Paranormal Pop Culture: Casper the Friendly Ghost

The computer generated Casper from his 1995 film appearance.

The computer generated Casper from his 1995 film appearance.

Casper the Friendly Ghost was originally created in the late 1930s by Seymour Reit and Joe Oriolo, a writer and illustrator who teamed up to create what they originally envisioned as a children's book.  However, there was little initial interest in the book, and Oriolo later sold the rights to Paramount Pictures' Famous Studios animation division while Reit was performing military service during World War II.  Paramount created a series of popular cartoons featuring Casper, which led to his first comics appearance in 1949.  Since then, the friendly ghost has appeared in numerous cartoons, comics, and feature films.

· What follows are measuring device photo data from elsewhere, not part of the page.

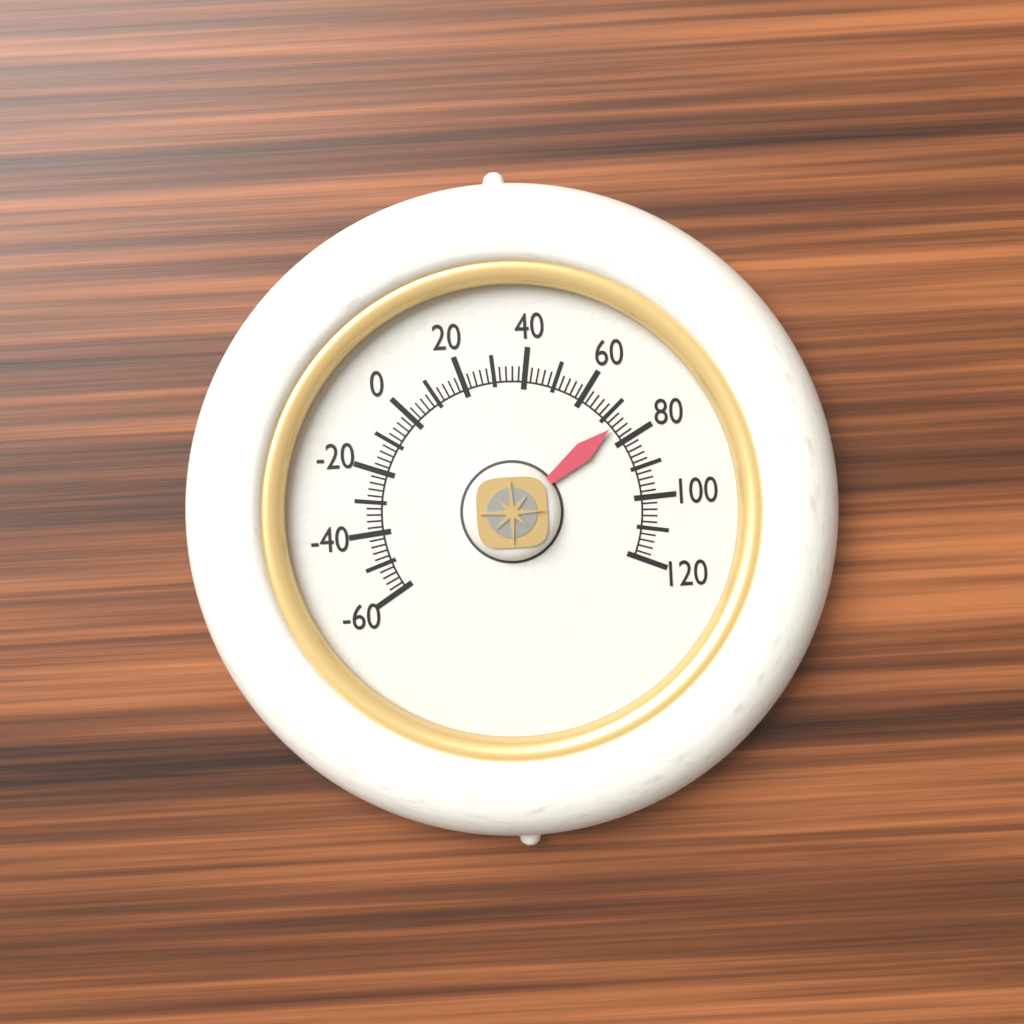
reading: 74 (no unit)
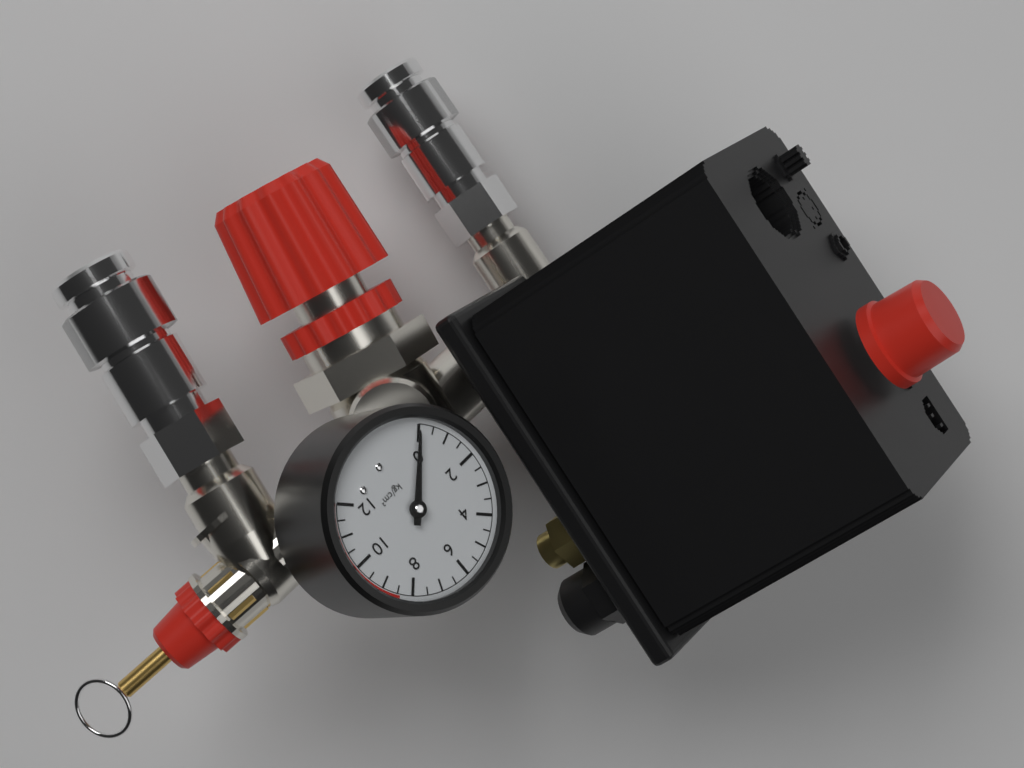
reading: 0.0 kg/cm²
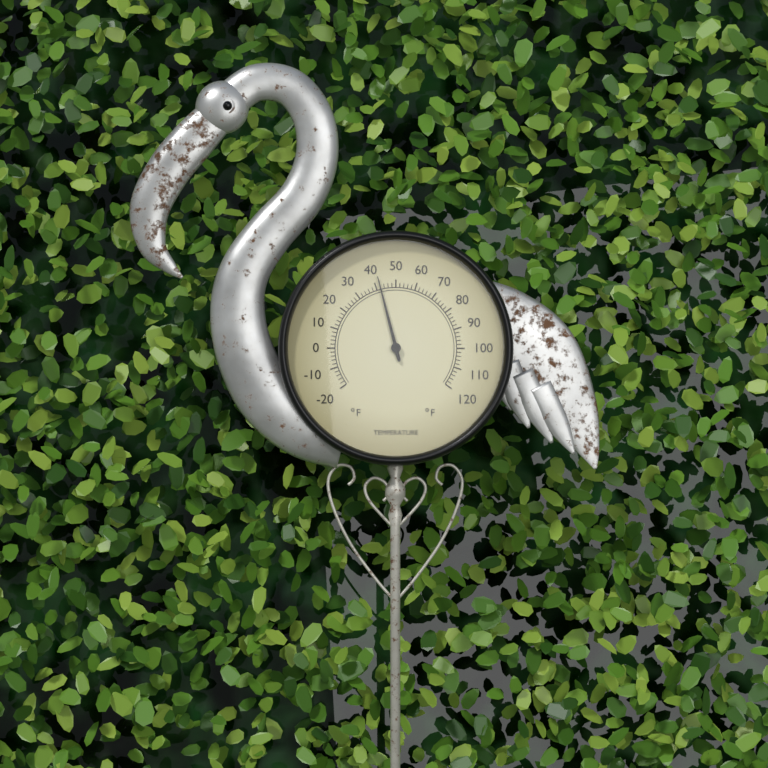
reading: 42 °F
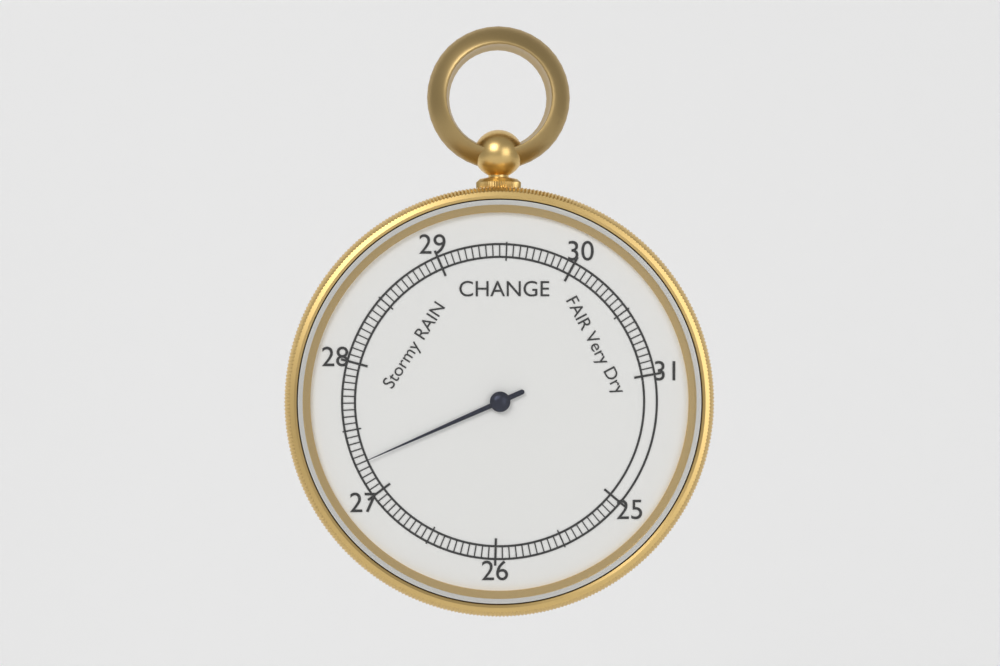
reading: 27.25 inHg
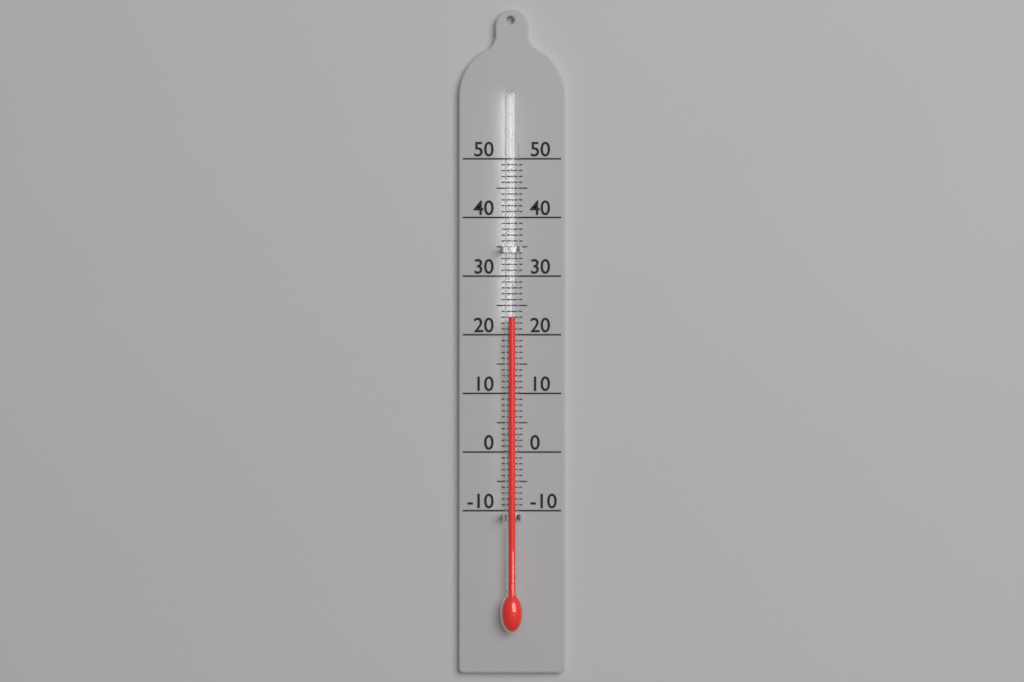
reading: 23 (no unit)
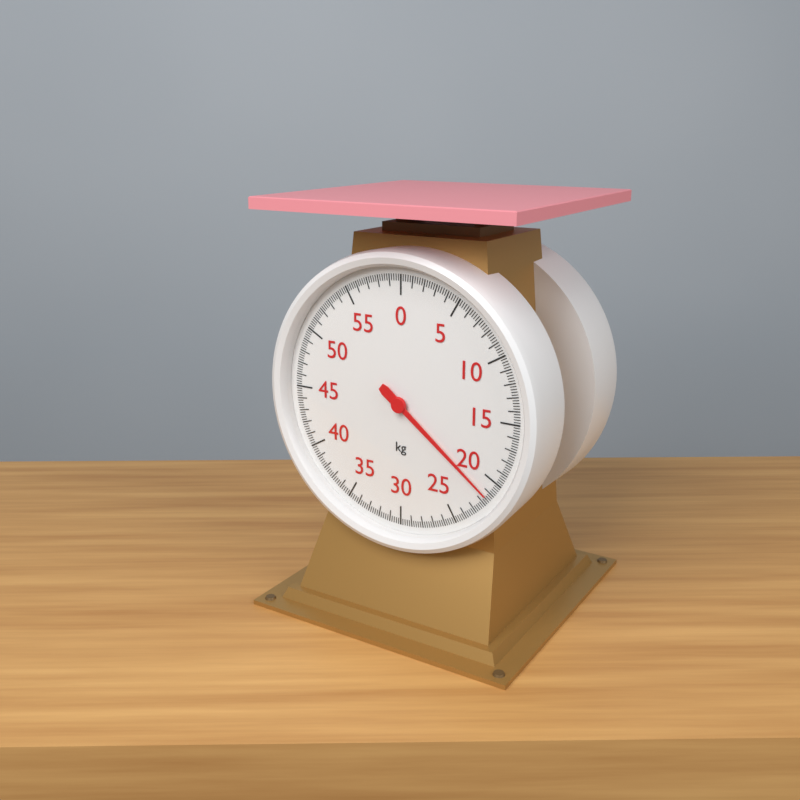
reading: 21.4 kg
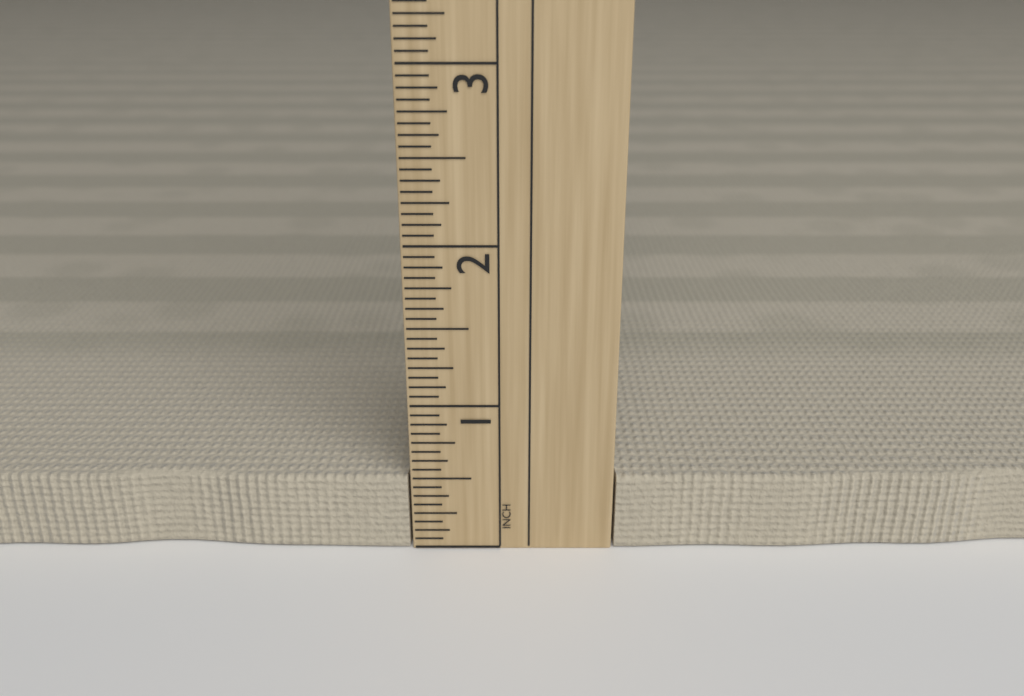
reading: 0.5000 in
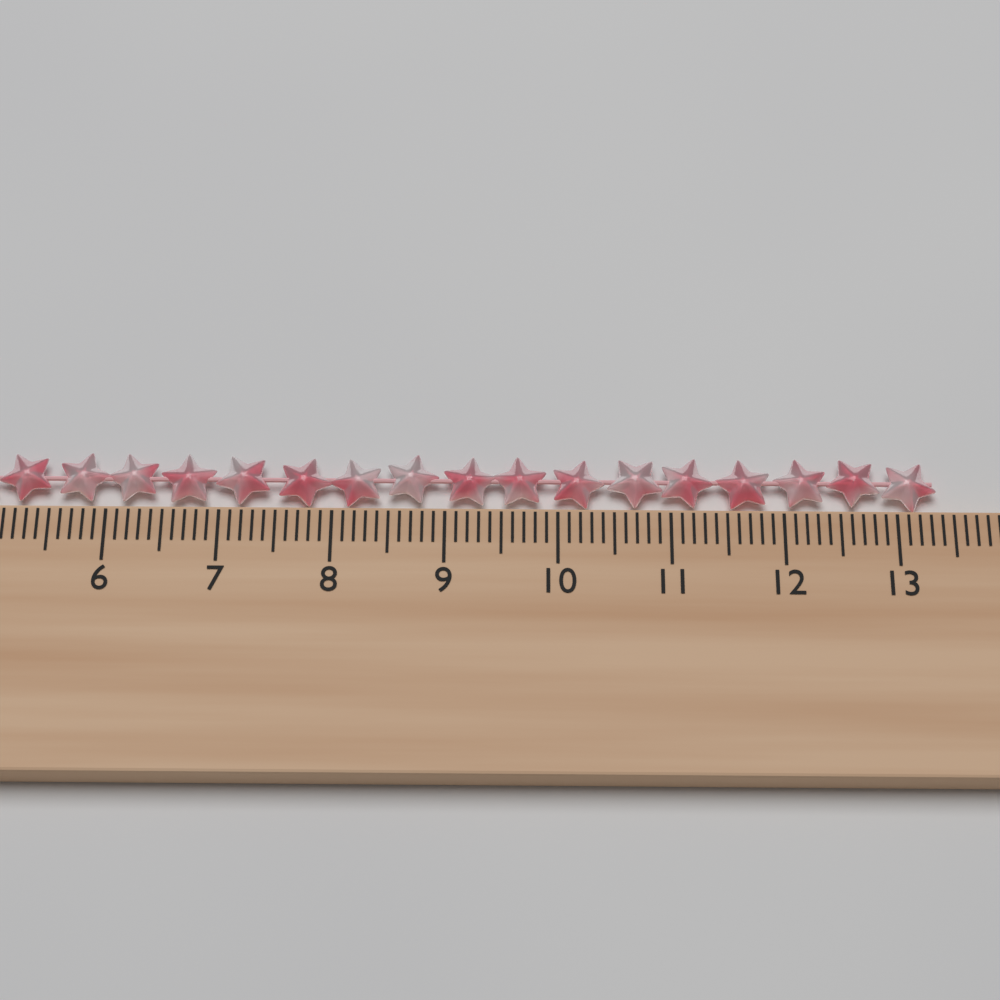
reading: 13.4 cm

A still from a mid-century Casper cartoon in which the young ghost befriends a fox who later dies, but returns to continue his adventures with Casper as a ghost.

A still from a mid-century Casper cartoon in which the young ghost befriends a fox who later dies, but returns to continue his adventures with Casper as a ghost.

Casper is unique among his ghostly relatives and acquaintances in that he has no interest in scaring the living.  And although the idea that he was a real boy who died and became a ghost was briefly abandoned in the 1960s and '70s, the 1995 motion picture Casper revived the concept that he was the spirit of a deceased child--having died of pneumonia in the film after a day of sledding.   The story of Casper has been noted for its remarkably dark premise for a children's character, although the cosmology of the fictional universe is never fully explained, nor is a complete description of the afterlife ever presented.  Casper's world, much as our own, appears to be populated by spirits with no definitive explanation for their existence.